The silver price also fell this morning, hitting a six-week low at $32.26 per ounce. Most other commodities saw gains, with the exception of copper, which sold off, while US, UK and German government bonds all rallied.

Leaders meeting at the two-day European Union summit in Brussels, which concludes today, took a step towards the creation of a single Eurozone banking supervisor Thursday.

An agreement was reached that will give the European Central Bank supervisory powers over the approximately 6,000 financial institutions in the single currency area.

Germany has previously argued that only the largest institutions should come under ECB supervision. Under the agreement, day-to-day oversight for smaller institutions will remain in the hands of national bodies, although the ECB will have powers to intervene in any bank.

There is no agreement however on the direct recapitalization of banks by the European Stability Mechanism. Leaders agreed in principle to the idea of using bailout funds to recapitalize banks in July 2011, although the creation of a single banking supervisor has since become a prerequisite for that.

Thursday's agreement "papers over significant differences over the direct recap" one unnamed EU official told the Financial Times.

"The direct recap is going to be much more difficult."

A French source briefed Reuters to say they expect direct recapitalization could be as early as the first quarter of next year, although a German government source told the same newswire it is "very unlikely" to happen soon.

The summit's conclusions published Friday contained no mention of Spain or Greece.

"Here's an idea that almost certainly wasn't discussed at Thursday night's European summit," adds a story in Friday's Wall Street Journal.

"Using countries' gold reserves to lower the borrowing costs of Eurozone governments."

The WSJ report refers to a proposal by the World Gold Council that some Eurozone nations could reduce bond yields if they pledged gold as collateral.

"As a real asset, the use of gold as collateral is not inflationary," says economist Andrew Lilico in a paper by consultancy Europe Economics commissioned by the World Gold Council, "any more than would be the use of historic buildings or military equipment or islands or any other of the forms of collateral that have been proposed for distressed sovereigns."

Although it appears the proposal was not discussed at this week's EU summit, a draft paper on the subject has been published on the European Parliament website.

Over in India meantime, traditionally the world's biggest source of gold demand, gold bullion imports in the final three months of the year are set to rise for the first time in six quarters following recent gains for the rupee, Bloomberg reports.

"The appreciation in the rupee has caused the gold price to correct from the record levels and this correction is seen as an opportunity by many to get into gold," says fund manager Chirag Mehta at Quantum Asset Management.
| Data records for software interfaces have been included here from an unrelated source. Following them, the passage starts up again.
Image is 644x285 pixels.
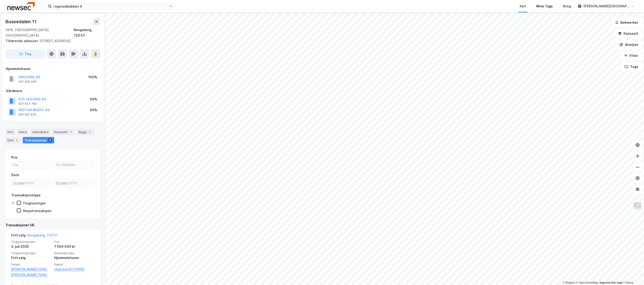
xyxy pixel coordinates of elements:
[19,113,37,116] div: 922 091 455
[68,130,73,134] div: 1
[6,66,100,71] div: Hjemmelshaver
[11,240,51,244] span: Tinglysningsdato
[520,3,526,9] div: Kart
[54,262,95,266] span: Kjøper
[12,161,52,168] input: Fra
[90,96,97,102] div: 50%
[5,129,15,135] div: Info
[583,3,629,9] div: [PERSON_NAME][GEOGRAPHIC_DATA]
[87,130,92,134] div: 1
[5,18,37,25] div: Bussedalen 11
[52,129,75,135] div: Datasett
[23,209,51,213] div: Aksjetransaksjon
[48,138,52,142] div: 4
[600,281,622,284] a: Improve this map
[90,107,97,113] div: 50%
[11,255,51,260] div: Fritt salg
[74,27,100,38] div: Kongsberg, 7207/1
[17,129,29,135] div: Eiere
[54,244,95,249] div: 7 500 000 kr
[563,3,571,9] div: Bolig
[54,251,95,255] span: Eierskapstype
[54,255,95,260] div: Hjemmelshaver
[11,155,17,160] div: Pris
[621,263,644,285] div: Kontrollprogram for chat
[11,251,51,255] span: Tinglysningstype
[23,201,46,205] div: Tinglysninger
[5,39,39,43] span: Tilhørende adresser:
[11,244,51,249] div: 3. juli 2025
[11,262,51,266] span: Selger
[621,62,642,71] button: Tags
[30,129,50,135] div: Leietakere
[6,88,100,93] div: Gårdeiere
[5,137,21,143] div: ESG
[5,49,45,59] button: Tag
[28,233,57,237] a: Kongsberg, 7207/1
[616,40,642,49] button: Analyse
[19,80,37,84] div: 931 329 405
[620,51,642,60] button: Filter
[11,172,19,178] div: Dato
[52,3,169,10] input: Søk på adresse, matrikkel, gårdeiere, leietakere eller personer
[621,263,644,285] iframe: Chat Widget
[77,129,94,135] div: Bygg
[11,266,51,272] a: [PERSON_NAME] (50%),
[11,272,51,278] a: [PERSON_NAME] (50%)
[54,266,95,272] a: Uniliving AS (100%)
[5,222,100,228] div: Transaksjoner (4)
[88,74,97,80] div: 100%
[576,281,599,284] a: OpenStreetMap
[563,281,576,284] a: Mapbox
[11,232,57,240] div: Fritt salg -
[12,180,52,187] input: DD.MM.YYYY
[5,27,74,38] div: 3616, [GEOGRAPHIC_DATA], [GEOGRAPHIC_DATA]
[23,137,54,143] div: Transaksjoner
[633,201,642,210] img: Z
[614,29,642,38] button: Datasett
[11,192,41,198] div: Transaksjonstype
[15,138,19,142] div: 1
[19,102,37,106] div: 927 637 782
[611,18,642,27] button: Bokmerker
[5,38,97,44] div: [STREET_ADDRESS]
[537,3,553,9] div: Mine Tags
[7,2,35,10] img: newsec-logo.f6e21ccffca1b3a03d2d.png
[54,161,94,168] input: Til 7500000
[54,180,94,187] input: DD.MM.YYYY
[54,240,95,244] span: Pris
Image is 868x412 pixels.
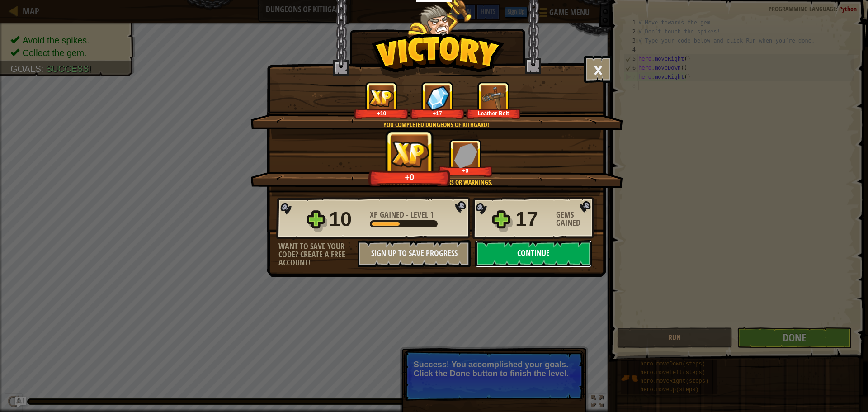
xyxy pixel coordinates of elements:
[412,110,463,117] div: +17
[481,85,506,111] img: New Item
[440,168,491,174] div: +0
[370,209,406,220] span: XP Gained
[279,243,358,267] div: Want to save your code? Create a free account!
[585,56,612,83] button: ×
[476,241,592,267] button: Continue
[516,205,550,234] div: 17
[556,211,597,227] div: Gems Gained
[370,211,434,219] div: -
[358,241,471,267] button: Sign Up to Save Progress
[430,209,434,220] span: 1
[371,172,448,183] div: +0
[426,85,450,111] img: Gems Gained
[356,110,407,117] div: +10
[294,120,579,129] div: You completed Dungeons of Kithgard!
[329,205,364,234] div: 10
[409,209,430,220] span: Level
[454,143,478,168] img: Gems Gained
[468,110,519,117] div: Leather Belt
[369,89,395,107] img: XP Gained
[391,141,430,168] img: XP Gained
[371,33,504,79] img: Victory
[294,178,579,187] div: Clean code: no code errors or warnings.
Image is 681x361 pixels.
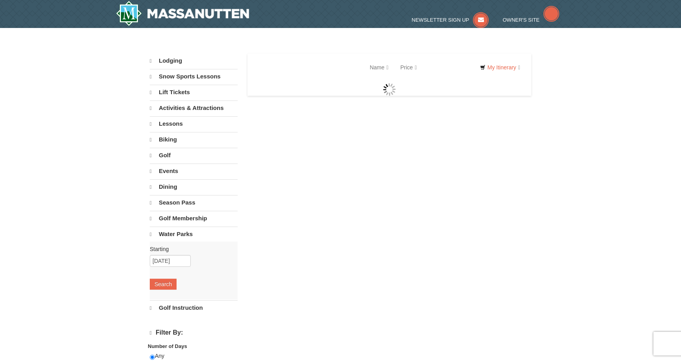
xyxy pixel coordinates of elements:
a: Lessons [150,116,238,131]
a: Events [150,163,238,178]
a: Lodging [150,54,238,68]
a: Owner's Site [503,17,559,23]
a: Golf [150,148,238,163]
strong: Number of Days [148,343,187,349]
img: wait gif [383,83,395,96]
span: Newsletter Sign Up [412,17,469,23]
a: Snow Sports Lessons [150,69,238,84]
a: Lift Tickets [150,85,238,100]
a: Name [364,59,394,75]
a: Golf Instruction [150,300,238,315]
a: Massanutten Resort [116,1,249,26]
a: Activities & Attractions [150,100,238,115]
a: Season Pass [150,195,238,210]
a: My Itinerary [475,61,525,73]
a: Golf Membership [150,211,238,226]
h4: Filter By: [150,329,238,336]
span: Owner's Site [503,17,540,23]
a: Biking [150,132,238,147]
a: Dining [150,179,238,194]
button: Search [150,279,176,290]
a: Water Parks [150,227,238,241]
img: Massanutten Resort Logo [116,1,249,26]
label: Starting [150,245,232,253]
a: Price [394,59,423,75]
a: Newsletter Sign Up [412,17,489,23]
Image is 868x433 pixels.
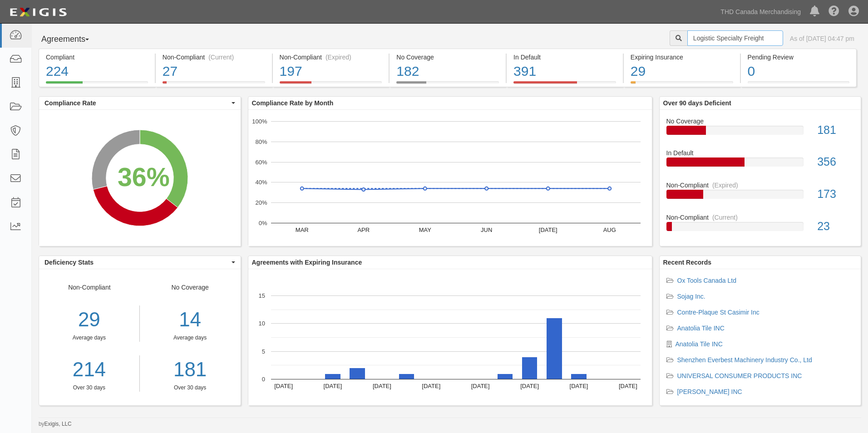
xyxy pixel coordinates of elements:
[208,53,234,61] div: (Current)
[252,259,362,266] b: Agreements with Expiring Insurance
[39,31,107,48] button: Agreements
[147,334,234,342] div: Average days
[279,61,382,81] div: 197
[677,372,802,380] a: UNIVERSAL CONSUMER PRODUCTS INC
[156,81,272,89] a: Non-Compliant(Current)27
[663,259,712,266] b: Recent Records
[716,3,805,21] a: THD Canada Merchandising
[418,227,431,233] text: MAY
[147,384,234,392] div: Over 30 days
[255,138,267,146] text: 80%
[570,383,588,390] text: [DATE]
[666,148,855,181] a: In Default356
[118,159,170,196] div: 36%
[396,61,499,81] div: 182
[162,61,265,81] div: 27
[372,383,391,390] text: [DATE]
[252,99,333,107] b: Compliance Rate by Month
[677,356,812,364] a: Shenzhen Everbest Machinery Industry Co., Ltd
[39,110,241,246] svg: A chart.
[325,53,352,61] div: (Expired)
[7,4,69,20] img: logo-5460c22ac91f19d4615b14bd174203de0afe785f0fc80cf4dbbc73dc1793850b.png
[255,179,267,186] text: 40%
[358,227,369,233] text: APR
[45,421,72,427] a: Exigis, LLC
[666,117,855,149] a: No Coverage181
[262,348,265,355] text: 5
[663,99,731,107] b: Over 90 days Deficient
[513,53,616,61] div: In Default
[677,277,737,285] a: Ox Tools Canada Ltd
[666,213,855,238] a: Non-Compliant(Current)23
[810,219,861,235] div: 23
[712,213,738,222] div: (Current)
[390,81,506,89] a: No Coverage182
[603,227,616,233] text: AUG
[249,110,652,246] svg: A chart.
[273,81,389,89] a: Non-Compliant(Expired)197
[660,181,861,190] div: Non-Compliant
[677,293,706,300] a: Sojag Inc.
[255,159,267,165] text: 60%
[630,53,733,61] div: Expiring Insurance
[630,61,733,81] div: 29
[274,383,293,390] text: [DATE]
[147,306,234,334] div: 14
[660,117,861,126] div: No Coverage
[39,306,140,334] div: 29
[255,200,267,206] text: 20%
[741,81,857,89] a: Pending Review0
[810,187,861,203] div: 173
[162,53,265,61] div: Non-Compliant (Current)
[666,181,855,213] a: Non-Compliant(Expired)173
[677,309,760,316] a: Contre-Plaque St Casimir Inc
[507,81,623,89] a: In Default391
[39,283,140,392] div: Non-Compliant
[677,388,742,396] a: [PERSON_NAME] INC
[262,376,265,383] text: 0
[471,383,489,390] text: [DATE]
[39,355,140,384] a: 214
[687,31,783,46] input: Search Agreements
[258,293,265,299] text: 15
[258,220,267,227] text: 0%
[39,384,140,392] div: Over 30 days
[676,341,722,348] a: Anatolia Tile INC
[660,213,861,222] div: Non-Compliant
[279,53,382,61] div: Non-Compliant (Expired)
[748,61,850,81] div: 0
[39,81,155,89] a: Compliant224
[39,421,72,428] small: by
[39,97,241,110] button: Compliance Rate
[790,34,855,43] div: As of [DATE] 04:47 pm
[748,53,850,61] div: Pending Review
[396,53,499,61] div: No Coverage
[323,383,342,390] text: [DATE]
[712,181,739,190] div: (Expired)
[660,148,861,157] div: In Default
[252,118,268,125] text: 100%
[810,122,861,138] div: 181
[422,383,440,390] text: [DATE]
[619,383,637,390] text: [DATE]
[45,99,230,108] span: Compliance Rate
[810,154,861,170] div: 356
[46,53,148,61] div: Compliant
[140,283,241,392] div: No Coverage
[481,227,492,233] text: JUN
[295,227,309,233] text: MAR
[249,269,652,405] svg: A chart.
[147,355,234,384] a: 181
[513,61,616,81] div: 391
[45,258,230,267] span: Deficiency Stats
[829,7,839,18] i: Help Center - Complianz
[39,334,140,342] div: Average days
[538,227,557,233] text: [DATE]
[39,256,241,269] button: Deficiency Stats
[46,61,148,81] div: 224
"With the festival season and marriage season starting now, demand will gain further momentum." Gold imports could rise as high as 200 tonnes this quarter, according to All India Gems & Jewellery chairman Bachhraj Bamalwa, up from an estimated 157 tonnes in Q4 2011.

In South Africa, Gold Fields has said all but 1500 of the 15000 gold mining workers threatened with dismissal have returned to work. Those who have not have been fired.

Ben Traynor
BullionVault

Editor of Gold News, the analysis and investment research site from world-leading gold ownership service BullionVault, Ben Traynor was formerly editor of the Fleet Street Letter, the UK's longest-running investment letter. A Cambridge economics graduate, he is a professional writer and editor with a specialist interest in monetary economics.

(c) BullionVault 2012

Please Note: This article is to inform your thinking, not lead it. Only you can decide the best place for your money, and any decision you make will put your money at risk. Information or data included here may have already been overtaken by events—and must be verified elsewhere—should you choose to act on it.